National Harbor, Md. – A Navy official said the service is pushing to increase the number of metallic 3-D, or additive manufacturing (AM), produced parts fielded on submarines to about 100 by the end of the year.
“We are progressing, we have permanently installed parts on submarines now, a couple. I’d like to have a hundred and we have a couple. I think we’ll be near 100 by the end of this year and we’ve got a bunch of them in progress,” Matt Sermon, executive director at Program Executive Office Strategic Submarines said here April 10 during a panel at the Navy League’s annual Sea Air Space conference.
Sermon argued he thinks additive manufacturing is a “pivotal topic for the Navy and the nation,” partially because the U.S. is not the kind of manufacturing country it was 40 years ago.
In order to produce and maintain the current and future submarines, “we must have advanced manufacturing of all types and additives,” he said.
Sermon underscored the Navy and industry are focused on being able to manufacture parts that use six key alloys, which in turn cover almost 30,000 parts on submarines.
This echoed a similar point he made in early 2023, that six materials account for about 70 percent of Navy submarine links, which cover parts like ballast fitting and fasteners. At the time, Sermon said if the metallic additive manufacturing is improved enough with the six alloys, it could lead to upwards of an 80 percent or more reduction in the submarine construction schedule (Defense Daily, Jan. 31, 2023).
However, at that time he said the metallic AM research was progressing such that there was a plan to mature the six key materials to be ready for mainstream production by March 2024.
That point did not seem imminent in his statements this week, with such “moon shot” level research still underway.
Sermon said while the Navy is progressing on AM work for low severity parts, “we are not there yet at the sea pressure, sub state-level part. We are not there yet. The key to that is material maturity of those six alloys, and that is an all hands on deck evolution, where we have some moonshots right now in Oak Ridge Tenn.”
He assured the audience that they are currently printing a sub-state part there which they plan to destructively and non-destructively test in a rigorous process.
“Testing warrant holders have put in place a very rigorous test process for high strength steel and for nickel-aluminum bronze to better understand, to get us to that point where when I hit the button on that machine, that I’m confident what comes out later meets the quality , fatigue, corrosion standards of the submarine community.”
Sermon emphasized while the production process is different, requiring some different testing, “we don’t sacrifice technical rigor, we will not sacrifice technical rigor. What we are demanding is technical agility and the ability to take on requirements, and the ability to think differently about destructive and non-destructive testing, because the way we’re going to print parts doesn’t even match pouring molten metal on sand, in terms of how we think about quality.”
He also noted the importance of the Navy’s Additive Manufacturing Center of Excellence in Danville, Va., which opened in 2022 (Defense Daily, Oct. 6, 2022).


#### YOUR ASSIGNMENT
Output each entry verbatim. Leave the images out.

#### GIVEN RECORDS
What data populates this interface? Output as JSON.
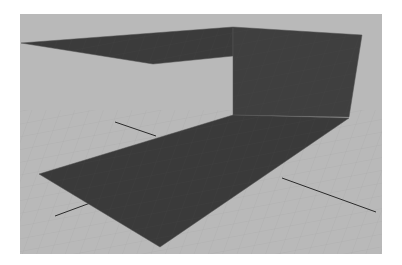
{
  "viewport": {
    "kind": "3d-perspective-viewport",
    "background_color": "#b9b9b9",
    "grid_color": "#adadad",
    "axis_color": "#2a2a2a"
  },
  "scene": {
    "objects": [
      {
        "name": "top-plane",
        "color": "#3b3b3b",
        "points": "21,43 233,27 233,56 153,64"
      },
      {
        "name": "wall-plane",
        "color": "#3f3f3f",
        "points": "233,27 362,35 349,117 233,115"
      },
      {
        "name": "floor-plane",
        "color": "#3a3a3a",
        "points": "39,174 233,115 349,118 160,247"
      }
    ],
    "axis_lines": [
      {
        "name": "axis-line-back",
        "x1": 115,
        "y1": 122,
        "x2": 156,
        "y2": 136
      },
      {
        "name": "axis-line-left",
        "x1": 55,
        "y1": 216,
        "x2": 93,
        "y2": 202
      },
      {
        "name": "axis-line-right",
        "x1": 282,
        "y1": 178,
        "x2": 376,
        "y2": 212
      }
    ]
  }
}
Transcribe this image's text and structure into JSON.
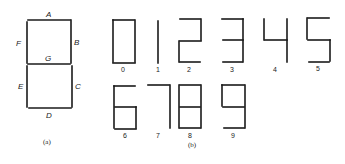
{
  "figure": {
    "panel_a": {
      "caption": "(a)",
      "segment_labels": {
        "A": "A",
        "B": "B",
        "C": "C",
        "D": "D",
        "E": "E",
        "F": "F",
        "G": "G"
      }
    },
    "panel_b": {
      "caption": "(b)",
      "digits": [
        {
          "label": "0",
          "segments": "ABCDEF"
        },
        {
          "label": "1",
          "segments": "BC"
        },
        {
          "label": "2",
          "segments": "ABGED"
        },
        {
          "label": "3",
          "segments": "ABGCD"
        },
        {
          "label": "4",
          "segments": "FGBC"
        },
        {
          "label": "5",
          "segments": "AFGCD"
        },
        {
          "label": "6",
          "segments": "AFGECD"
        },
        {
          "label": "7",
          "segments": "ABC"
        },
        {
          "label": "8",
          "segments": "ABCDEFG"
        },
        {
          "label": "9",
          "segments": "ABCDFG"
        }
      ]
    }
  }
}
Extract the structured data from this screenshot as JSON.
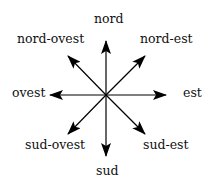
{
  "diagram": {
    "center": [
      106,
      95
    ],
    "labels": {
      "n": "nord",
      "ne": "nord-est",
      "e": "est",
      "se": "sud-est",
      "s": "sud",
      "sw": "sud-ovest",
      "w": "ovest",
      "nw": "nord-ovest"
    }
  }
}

#### ANSWER TO THIS TASK
What data populates this interface? Output as JSON.
{
  "viewport": {
    "kind": "3d-perspective-viewport",
    "background_color": "#b9b9b9",
    "grid_color": "#adadad",
    "axis_color": "#2a2a2a"
  },
  "scene": {
    "objects": [
      {
        "name": "top-plane",
        "color": "#3b3b3b",
        "points": "21,43 233,27 233,56 153,64"
      },
      {
        "name": "wall-plane",
        "color": "#3f3f3f",
        "points": "233,27 362,35 349,117 233,115"
      },
      {
        "name": "floor-plane",
        "color": "#3a3a3a",
        "points": "39,174 233,115 349,118 160,247"
      }
    ],
    "axis_lines": [
      {
        "name": "axis-line-back",
        "x1": 115,
        "y1": 122,
        "x2": 156,
        "y2": 136
      },
      {
        "name": "axis-line-left",
        "x1": 55,
        "y1": 216,
        "x2": 93,
        "y2": 202
      },
      {
        "name": "axis-line-right",
        "x1": 282,
        "y1": 178,
        "x2": 376,
        "y2": 212
      }
    ]
  }
}
Transcribe this image's text and structure into JSON.
{
  "figure": {
    "panel_a": {
      "caption": "(a)",
      "segment_labels": {
        "A": "A",
        "B": "B",
        "C": "C",
        "D": "D",
        "E": "E",
        "F": "F",
        "G": "G"
      }
    },
    "panel_b": {
      "caption": "(b)",
      "digits": [
        {
          "label": "0",
          "segments": "ABCDEF"
        },
        {
          "label": "1",
          "segments": "BC"
        },
        {
          "label": "2",
          "segments": "ABGED"
        },
        {
          "label": "3",
          "segments": "ABGCD"
        },
        {
          "label": "4",
          "segments": "FGBC"
        },
        {
          "label": "5",
          "segments": "AFGCD"
        },
        {
          "label": "6",
          "segments": "AFGECD"
        },
        {
          "label": "7",
          "segments": "ABC"
        },
        {
          "label": "8",
          "segments": "ABCDEFG"
        },
        {
          "label": "9",
          "segments": "ABCDFG"
        }
      ]
    }
  }
}
Extract the structured data from this screenshot as JSON.
{
  "diagram": {
    "center": [
      106,
      95
    ],
    "labels": {
      "n": "nord",
      "ne": "nord-est",
      "e": "est",
      "se": "sud-est",
      "s": "sud",
      "sw": "sud-ovest",
      "w": "ovest",
      "nw": "nord-ovest"
    }
  }
}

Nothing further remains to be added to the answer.